When asked what he thought about the rise of nationalism, fascism and increasing forms of authoritarianism internationally and the role of the musician, he said, “Music, the arts, all sorts of arts, are food for the soul. We need to nurture and nourish our soul. We need to continue to fight to have the opportunity to do that. If we have massive inequality, poverty and rising authoritarianism, then that is just antithetical to have a society that is raised up, where everybody is raised up with cultural benefits, with music, art, with just joy. Unfortunately our society today is going in the opposite direction.”

“We are committed to fighting for continued growth in the arts and the ability to have music for everybody,” he said about the importance of broad access to arts and culture. “Our music director Maestro Muti is very keen on taking our message all around the world to people who don’t have access to it. We played in prisons, in places where people don’t ordinarily have the chance to hear our music at this level.

“Our very, very good friend, Yo-Yo Ma, is another one who has really used his ability and artistry to draw people towards understanding that art and music is really food for the soul. And we can rise above strife, above poverty, if we use art as a means of communication. It’s a means to connection.”

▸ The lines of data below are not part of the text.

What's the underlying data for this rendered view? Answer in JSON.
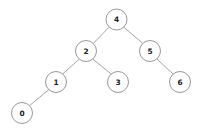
{
  "figure": {
    "kind": "binary-search-tree-diagram",
    "background_color": "#ffffff",
    "width": 201,
    "height": 138
  },
  "style": {
    "node_fill": "#ffffff",
    "node_stroke": "#8c8c8c",
    "node_radius": 10.5,
    "edge_color": "#9a9a9a",
    "label_color": "#1a1a1a"
  },
  "chart_data": {
    "type": "diagram",
    "title": "",
    "nodes": [
      {
        "id": "n4",
        "label": "4",
        "cx": 116.5,
        "cy": 19.5,
        "r": 10.5,
        "depth": 0
      },
      {
        "id": "n2",
        "label": "2",
        "cx": 86.0,
        "cy": 51.0,
        "r": 10.5,
        "depth": 1
      },
      {
        "id": "n5",
        "label": "5",
        "cx": 150.0,
        "cy": 51.0,
        "r": 10.5,
        "depth": 1
      },
      {
        "id": "n1",
        "label": "1",
        "cx": 56.0,
        "cy": 82.0,
        "r": 10.5,
        "depth": 2
      },
      {
        "id": "n3",
        "label": "3",
        "cx": 118.0,
        "cy": 82.0,
        "r": 10.5,
        "depth": 2
      },
      {
        "id": "n6",
        "label": "6",
        "cx": 180.0,
        "cy": 82.0,
        "r": 10.5,
        "depth": 2
      },
      {
        "id": "n0",
        "label": "0",
        "cx": 22.0,
        "cy": 113.0,
        "r": 10.5,
        "depth": 3
      }
    ],
    "edges": [
      {
        "from": "n4",
        "to": "n2",
        "x1": 109.0,
        "y1": 27.3,
        "x2": 93.4,
        "y2": 43.3
      },
      {
        "from": "n4",
        "to": "n5",
        "x1": 124.0,
        "y1": 27.3,
        "x2": 142.6,
        "y2": 43.3
      },
      {
        "from": "n2",
        "to": "n1",
        "x1": 79.3,
        "y1": 59.1,
        "x2": 62.6,
        "y2": 74.0
      },
      {
        "from": "n2",
        "to": "n3",
        "x1": 92.9,
        "y1": 59.1,
        "x2": 111.3,
        "y2": 74.1
      },
      {
        "from": "n5",
        "to": "n6",
        "x1": 156.9,
        "y1": 59.0,
        "x2": 173.3,
        "y2": 74.2
      },
      {
        "from": "n1",
        "to": "n0",
        "x1": 48.9,
        "y1": 89.5,
        "x2": 29.3,
        "y2": 105.8
      }
    ]
  }
}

On Saturday, musician Ma performed Bach’s Suite No. 1 for the cello at the Juarez-Lincoln international bridge at the US-Mexico border to oppose the attacks on immigrants by the Trump administration and the political establishment.

“We have an international orchestra,” Yeh said about the world-class musicians in the CSO. “When I joined the orchestra in 1977, I was the first Asian member of the orchestra, but I was born in America. Now we have about 20 musicians who are immigrants, from South America, from Scandinavia, from all corners of the world. We are an international group of musicians. To devalue anybody because they are not born in America is antithetical to common sense. We reject the notion that immigrants should be devalued in any way. We will continue to stand up for that.”

Speaking about the recent wave of teachers strikes, Yeh added, “What we as musicians, as artists do, is encourage this sort of activity by reaching out and giving strength to the uprising of the working class. I really want to emphasize that. We are with the working class. We are the working people!”

While there is a constant refrain by the CSOA board and the rest of the political establishment that there is no money for pensions and other social programs, trillions of dollars continue to be spent to carry out criminal wars and boost the profits of Wall Street and the super rich. The fortunes of just the Zells ($5.5 billion) alone could fund a 100-person orchestra making $150,000 a year for the next 367 years.

The United States is home to 540 billionaires, with immense wealth concentrated in a few hands at the expense of the vast majority. Resources exist, but it poses the question of who controls society—the vast majority of the world’s working class that produce society’s wealth, or a tiny handful of social parasites who control it?